Hungary Cuts Key Rate, Ends Emergency Period for Monetary Policy

Hungary’s central bank cut its key interest rate by a full percentage point for a fifth month, ending an emergency monetary regime imposed last year to arrest a slump in the forint.

(Bloomberg) — Hungary’s central bank cut its key interest rate by a full percentage point for a fifth month, ending an emergency monetary regime imposed last year to arrest a slump in the forint.

The Monetary Council lowered the overnight deposit rate to 13% on Tuesday, matching the forecast of all economists in a Bloomberg survey. That’s on par with the level of the base rate, which is expected to resume being the effective key interest rate for the economy.

Investors’ focus now shifts to the central bank’s fresh inflation forecasts and the pace of rate cuts for the rest of the year after policymakers flagged last month that they would no longer be on “autopilot” from October. Deputy Governor Barnabas Virag will hold an online briefing starting at 3 p.m. in Budapest.

Inflation Outlook

The rate outlook was muddled when Governor Gyorgy Matolcsy said last week that he saw inflation slowing to about 7% by December, from a European Union-high 16.4% in August, triggering a weakening in the forint as investors stepped up bets that faster disinflation may widen the central bank’s room to cut rates.

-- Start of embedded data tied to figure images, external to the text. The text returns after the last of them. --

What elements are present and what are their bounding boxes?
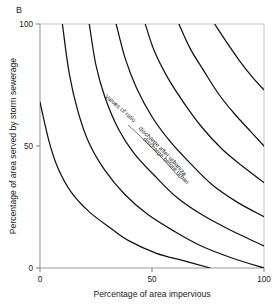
y-tick-labels: 100 50 0 xyxy=(19,20,33,273)
x-tick-label-50: 50 xyxy=(147,275,157,284)
figure-panel-b: B 100 50 0 xyxy=(0,0,280,305)
nomograph-chart: 100 50 0 0 50 100 Percentage of area imp… xyxy=(0,0,280,305)
x-axis-title: Percentage of area impervious xyxy=(93,289,210,299)
panel-label: B xyxy=(16,5,22,15)
y-axis-title: Percentage of area served by storm sewer… xyxy=(8,58,18,234)
x-tick-labels: 0 50 100 xyxy=(38,275,272,284)
x-tick-label-100: 100 xyxy=(257,275,271,284)
y-tick-label-0: 0 xyxy=(28,264,33,273)
x-tick-label-0: 0 xyxy=(38,275,43,284)
y-tick-label-100: 100 xyxy=(19,20,33,29)
y-tick-label-50: 50 xyxy=(24,142,34,151)
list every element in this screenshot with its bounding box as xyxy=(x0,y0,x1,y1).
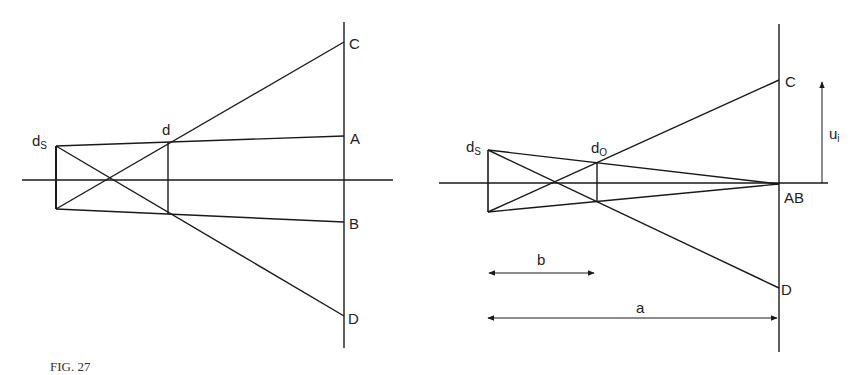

“If the central bank wants to take back control from the market over rate expectations, it has to engineer a hawkish surprise in October,” Peter Virovacz, an economist at ING Bank Hungary, said by phone before the rate decision. He expects policymakers to slow the pace of rate cuts to 25 basis points a month in October and November.

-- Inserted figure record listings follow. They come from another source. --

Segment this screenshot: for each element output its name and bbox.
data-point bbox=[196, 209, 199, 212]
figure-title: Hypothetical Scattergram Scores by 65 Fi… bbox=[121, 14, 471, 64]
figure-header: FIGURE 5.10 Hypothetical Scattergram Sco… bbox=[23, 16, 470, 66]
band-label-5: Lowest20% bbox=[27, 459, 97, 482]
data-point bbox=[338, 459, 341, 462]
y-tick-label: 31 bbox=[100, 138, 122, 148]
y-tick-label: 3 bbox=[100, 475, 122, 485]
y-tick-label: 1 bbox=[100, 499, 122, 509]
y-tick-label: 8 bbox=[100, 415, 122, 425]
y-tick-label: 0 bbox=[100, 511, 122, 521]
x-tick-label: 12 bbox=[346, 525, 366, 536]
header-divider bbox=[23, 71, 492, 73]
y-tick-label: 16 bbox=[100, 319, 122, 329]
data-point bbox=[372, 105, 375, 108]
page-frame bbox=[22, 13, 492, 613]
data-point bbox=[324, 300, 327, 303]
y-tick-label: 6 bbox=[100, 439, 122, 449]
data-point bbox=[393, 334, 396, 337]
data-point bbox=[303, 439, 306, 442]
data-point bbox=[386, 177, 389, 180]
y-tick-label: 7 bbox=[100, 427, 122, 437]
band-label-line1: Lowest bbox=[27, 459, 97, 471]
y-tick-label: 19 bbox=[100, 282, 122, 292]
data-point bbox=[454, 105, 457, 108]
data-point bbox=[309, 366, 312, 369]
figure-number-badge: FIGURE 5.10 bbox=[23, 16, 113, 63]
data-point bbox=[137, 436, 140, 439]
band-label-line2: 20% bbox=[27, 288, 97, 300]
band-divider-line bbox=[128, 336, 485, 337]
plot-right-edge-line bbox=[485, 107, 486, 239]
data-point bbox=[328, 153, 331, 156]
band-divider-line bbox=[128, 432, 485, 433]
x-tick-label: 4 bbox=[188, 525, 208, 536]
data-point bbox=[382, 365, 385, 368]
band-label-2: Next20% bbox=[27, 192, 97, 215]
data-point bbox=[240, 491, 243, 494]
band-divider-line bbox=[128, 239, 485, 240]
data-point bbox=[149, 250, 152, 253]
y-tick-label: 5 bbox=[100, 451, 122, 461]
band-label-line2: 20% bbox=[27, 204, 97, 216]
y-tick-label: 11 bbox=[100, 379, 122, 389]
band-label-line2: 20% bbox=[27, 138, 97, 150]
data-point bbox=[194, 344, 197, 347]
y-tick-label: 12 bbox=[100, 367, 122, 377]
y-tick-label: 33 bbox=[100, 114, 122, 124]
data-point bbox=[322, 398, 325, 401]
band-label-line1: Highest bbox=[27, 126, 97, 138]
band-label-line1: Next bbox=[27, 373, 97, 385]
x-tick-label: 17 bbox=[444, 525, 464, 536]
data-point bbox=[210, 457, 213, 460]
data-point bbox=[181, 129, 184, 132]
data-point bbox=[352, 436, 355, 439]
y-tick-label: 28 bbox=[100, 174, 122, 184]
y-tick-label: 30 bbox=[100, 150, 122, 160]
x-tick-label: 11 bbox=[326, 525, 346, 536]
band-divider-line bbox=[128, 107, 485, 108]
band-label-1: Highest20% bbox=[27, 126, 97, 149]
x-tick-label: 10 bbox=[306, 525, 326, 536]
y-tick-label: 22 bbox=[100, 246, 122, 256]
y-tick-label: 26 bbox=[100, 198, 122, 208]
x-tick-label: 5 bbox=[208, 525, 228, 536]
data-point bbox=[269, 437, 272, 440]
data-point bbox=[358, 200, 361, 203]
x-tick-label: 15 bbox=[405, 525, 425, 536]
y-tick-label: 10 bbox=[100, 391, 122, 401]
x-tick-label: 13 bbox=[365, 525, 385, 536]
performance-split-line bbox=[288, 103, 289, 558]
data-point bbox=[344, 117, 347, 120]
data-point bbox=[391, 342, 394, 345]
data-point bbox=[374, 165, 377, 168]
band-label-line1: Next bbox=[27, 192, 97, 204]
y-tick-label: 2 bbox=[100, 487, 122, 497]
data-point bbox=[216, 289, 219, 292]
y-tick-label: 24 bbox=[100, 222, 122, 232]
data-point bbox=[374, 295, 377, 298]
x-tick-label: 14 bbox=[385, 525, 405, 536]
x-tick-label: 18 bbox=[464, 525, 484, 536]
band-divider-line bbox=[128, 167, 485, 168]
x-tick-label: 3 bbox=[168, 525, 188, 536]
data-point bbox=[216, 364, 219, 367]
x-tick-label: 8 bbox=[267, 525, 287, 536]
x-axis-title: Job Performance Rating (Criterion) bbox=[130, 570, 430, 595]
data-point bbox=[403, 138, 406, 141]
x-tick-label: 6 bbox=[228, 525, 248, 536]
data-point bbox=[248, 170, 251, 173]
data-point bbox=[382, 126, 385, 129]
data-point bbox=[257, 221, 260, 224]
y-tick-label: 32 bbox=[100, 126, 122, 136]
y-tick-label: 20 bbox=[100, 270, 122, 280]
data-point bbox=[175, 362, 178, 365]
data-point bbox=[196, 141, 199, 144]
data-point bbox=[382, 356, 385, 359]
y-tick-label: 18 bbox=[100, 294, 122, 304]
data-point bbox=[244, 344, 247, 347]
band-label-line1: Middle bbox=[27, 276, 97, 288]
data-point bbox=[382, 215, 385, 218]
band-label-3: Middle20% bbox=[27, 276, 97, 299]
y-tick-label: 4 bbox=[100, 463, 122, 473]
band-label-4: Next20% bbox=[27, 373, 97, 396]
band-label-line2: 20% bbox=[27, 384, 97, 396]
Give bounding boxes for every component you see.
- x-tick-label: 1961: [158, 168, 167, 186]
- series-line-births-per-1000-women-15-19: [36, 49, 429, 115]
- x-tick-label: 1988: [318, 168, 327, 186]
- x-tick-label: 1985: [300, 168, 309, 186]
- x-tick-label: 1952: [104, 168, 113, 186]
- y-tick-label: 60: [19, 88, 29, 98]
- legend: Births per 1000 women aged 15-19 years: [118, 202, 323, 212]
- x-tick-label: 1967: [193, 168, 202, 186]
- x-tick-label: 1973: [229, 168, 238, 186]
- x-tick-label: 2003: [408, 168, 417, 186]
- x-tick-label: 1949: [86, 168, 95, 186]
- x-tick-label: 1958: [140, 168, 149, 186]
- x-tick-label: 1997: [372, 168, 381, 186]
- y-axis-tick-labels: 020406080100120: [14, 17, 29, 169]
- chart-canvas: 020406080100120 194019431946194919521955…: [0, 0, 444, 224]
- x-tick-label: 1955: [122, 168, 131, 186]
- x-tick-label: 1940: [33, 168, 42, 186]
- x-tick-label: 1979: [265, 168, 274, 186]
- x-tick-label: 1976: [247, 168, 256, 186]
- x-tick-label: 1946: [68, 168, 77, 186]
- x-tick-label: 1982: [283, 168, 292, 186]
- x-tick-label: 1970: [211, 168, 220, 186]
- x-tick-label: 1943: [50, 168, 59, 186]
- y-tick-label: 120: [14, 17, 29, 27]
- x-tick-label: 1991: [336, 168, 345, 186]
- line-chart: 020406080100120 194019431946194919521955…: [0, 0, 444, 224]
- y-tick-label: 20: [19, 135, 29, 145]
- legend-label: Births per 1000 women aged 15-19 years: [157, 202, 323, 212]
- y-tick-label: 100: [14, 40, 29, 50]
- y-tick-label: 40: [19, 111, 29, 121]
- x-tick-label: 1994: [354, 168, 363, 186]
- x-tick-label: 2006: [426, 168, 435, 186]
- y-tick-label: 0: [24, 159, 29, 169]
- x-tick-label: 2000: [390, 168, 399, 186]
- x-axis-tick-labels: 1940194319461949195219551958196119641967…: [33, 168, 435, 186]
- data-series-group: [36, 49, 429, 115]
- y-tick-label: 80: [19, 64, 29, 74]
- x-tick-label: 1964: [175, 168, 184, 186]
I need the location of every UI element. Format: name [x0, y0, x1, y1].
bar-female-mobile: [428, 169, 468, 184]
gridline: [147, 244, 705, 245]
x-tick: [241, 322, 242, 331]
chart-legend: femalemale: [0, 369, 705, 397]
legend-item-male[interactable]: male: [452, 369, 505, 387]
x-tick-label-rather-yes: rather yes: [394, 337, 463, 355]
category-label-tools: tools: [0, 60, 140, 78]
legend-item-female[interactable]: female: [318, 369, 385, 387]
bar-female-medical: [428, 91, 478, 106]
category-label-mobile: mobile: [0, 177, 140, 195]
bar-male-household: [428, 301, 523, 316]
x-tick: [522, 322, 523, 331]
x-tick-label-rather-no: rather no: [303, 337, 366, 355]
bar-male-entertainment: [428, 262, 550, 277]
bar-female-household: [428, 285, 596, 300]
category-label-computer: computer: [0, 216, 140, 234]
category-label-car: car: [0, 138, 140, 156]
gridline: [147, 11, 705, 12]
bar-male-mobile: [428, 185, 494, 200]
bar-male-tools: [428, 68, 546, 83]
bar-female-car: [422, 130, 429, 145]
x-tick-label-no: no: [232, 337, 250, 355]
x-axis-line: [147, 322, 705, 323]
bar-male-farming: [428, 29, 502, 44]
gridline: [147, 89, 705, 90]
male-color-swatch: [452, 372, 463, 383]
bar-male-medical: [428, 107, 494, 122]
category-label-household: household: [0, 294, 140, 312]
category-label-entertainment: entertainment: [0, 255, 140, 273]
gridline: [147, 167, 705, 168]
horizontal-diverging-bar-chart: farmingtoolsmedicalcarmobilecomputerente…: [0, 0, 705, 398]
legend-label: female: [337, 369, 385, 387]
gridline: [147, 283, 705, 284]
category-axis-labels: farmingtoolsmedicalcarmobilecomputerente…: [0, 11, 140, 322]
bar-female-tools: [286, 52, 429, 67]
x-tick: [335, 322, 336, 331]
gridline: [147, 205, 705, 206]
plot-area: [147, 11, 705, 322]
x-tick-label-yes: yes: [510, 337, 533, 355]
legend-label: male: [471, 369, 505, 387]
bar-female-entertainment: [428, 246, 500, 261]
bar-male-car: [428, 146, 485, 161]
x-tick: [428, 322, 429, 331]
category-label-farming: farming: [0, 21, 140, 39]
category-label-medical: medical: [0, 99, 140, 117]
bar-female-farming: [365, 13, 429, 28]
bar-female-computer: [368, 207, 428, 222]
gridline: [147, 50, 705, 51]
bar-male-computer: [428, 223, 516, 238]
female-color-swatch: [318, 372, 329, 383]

The forint strengthened below 390 per euro on Tuesday in Budapest, snapping six days of losses. The forint had lost 1.9% of its value against the euro in the period, the second-worst performance among 23 emerging-market currencies after the Colombian peso. 

Hungary’s government and central bank have clashed repeatedly over economic and monetary policy in the past week as each side seeks to blame the other for a yearlong recession and to take credit for disinflation.

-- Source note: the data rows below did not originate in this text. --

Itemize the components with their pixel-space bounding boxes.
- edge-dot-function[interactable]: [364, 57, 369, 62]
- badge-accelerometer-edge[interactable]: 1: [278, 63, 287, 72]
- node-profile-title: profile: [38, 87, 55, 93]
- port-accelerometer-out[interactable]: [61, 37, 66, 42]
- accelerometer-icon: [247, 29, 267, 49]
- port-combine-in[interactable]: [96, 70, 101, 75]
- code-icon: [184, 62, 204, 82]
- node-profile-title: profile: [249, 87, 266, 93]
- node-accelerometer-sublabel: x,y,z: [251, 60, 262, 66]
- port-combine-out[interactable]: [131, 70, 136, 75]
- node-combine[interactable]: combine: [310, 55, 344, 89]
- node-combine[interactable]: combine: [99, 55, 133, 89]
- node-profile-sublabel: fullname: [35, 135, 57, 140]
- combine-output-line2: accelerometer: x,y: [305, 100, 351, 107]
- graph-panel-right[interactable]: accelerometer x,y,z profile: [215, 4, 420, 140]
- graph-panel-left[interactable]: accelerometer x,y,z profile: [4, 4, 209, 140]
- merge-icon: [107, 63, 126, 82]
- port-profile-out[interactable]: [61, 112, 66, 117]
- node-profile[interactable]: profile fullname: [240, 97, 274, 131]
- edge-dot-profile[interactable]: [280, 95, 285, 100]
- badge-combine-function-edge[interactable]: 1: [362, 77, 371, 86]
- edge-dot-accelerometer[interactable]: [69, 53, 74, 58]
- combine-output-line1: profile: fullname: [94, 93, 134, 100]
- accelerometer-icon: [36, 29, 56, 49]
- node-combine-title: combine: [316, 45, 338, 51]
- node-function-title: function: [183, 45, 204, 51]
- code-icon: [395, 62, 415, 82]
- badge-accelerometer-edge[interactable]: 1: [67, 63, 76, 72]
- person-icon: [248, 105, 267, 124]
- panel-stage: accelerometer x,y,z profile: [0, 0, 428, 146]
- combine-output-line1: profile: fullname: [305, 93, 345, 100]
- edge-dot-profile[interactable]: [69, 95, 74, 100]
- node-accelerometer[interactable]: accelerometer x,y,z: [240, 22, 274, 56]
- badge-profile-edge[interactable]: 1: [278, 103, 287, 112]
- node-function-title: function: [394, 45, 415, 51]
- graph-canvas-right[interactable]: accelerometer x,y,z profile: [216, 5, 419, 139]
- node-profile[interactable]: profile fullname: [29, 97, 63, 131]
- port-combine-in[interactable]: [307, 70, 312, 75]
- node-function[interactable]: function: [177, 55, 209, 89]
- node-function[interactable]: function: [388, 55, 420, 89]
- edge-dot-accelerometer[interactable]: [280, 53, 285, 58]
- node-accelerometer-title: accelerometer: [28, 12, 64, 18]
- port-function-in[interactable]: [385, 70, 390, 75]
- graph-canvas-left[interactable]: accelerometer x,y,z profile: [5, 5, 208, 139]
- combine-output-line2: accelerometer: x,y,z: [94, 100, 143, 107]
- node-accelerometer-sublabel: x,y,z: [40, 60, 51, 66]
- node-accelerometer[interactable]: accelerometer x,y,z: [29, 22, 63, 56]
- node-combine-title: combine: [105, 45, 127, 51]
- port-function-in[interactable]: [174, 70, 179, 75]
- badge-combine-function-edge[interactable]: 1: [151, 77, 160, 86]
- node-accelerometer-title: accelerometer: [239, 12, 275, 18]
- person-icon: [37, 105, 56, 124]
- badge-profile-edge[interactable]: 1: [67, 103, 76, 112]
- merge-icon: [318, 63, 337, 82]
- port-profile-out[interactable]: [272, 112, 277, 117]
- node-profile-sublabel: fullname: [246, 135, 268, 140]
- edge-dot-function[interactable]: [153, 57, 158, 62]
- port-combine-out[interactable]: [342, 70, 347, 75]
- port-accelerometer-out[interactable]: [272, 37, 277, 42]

Prime Minister Viktor Orban on Monday said his government had to “take over” the central bank’s role to slow price growth by setting a goal of taking inflation down to to below 10% by the end of the year. On Friday, Economic Development Minister Marton Nagy said there was a risk that an excessively cautious monetary policy would restrain an economic recovery.

A day earlier, Matolcsy rebuked Orban’s cabinet for fanning price-growth with pre-election spending, a regime of price caps on food staples that he blames for raising inflation, as well as a failure to rein in a record budget shortfall this year.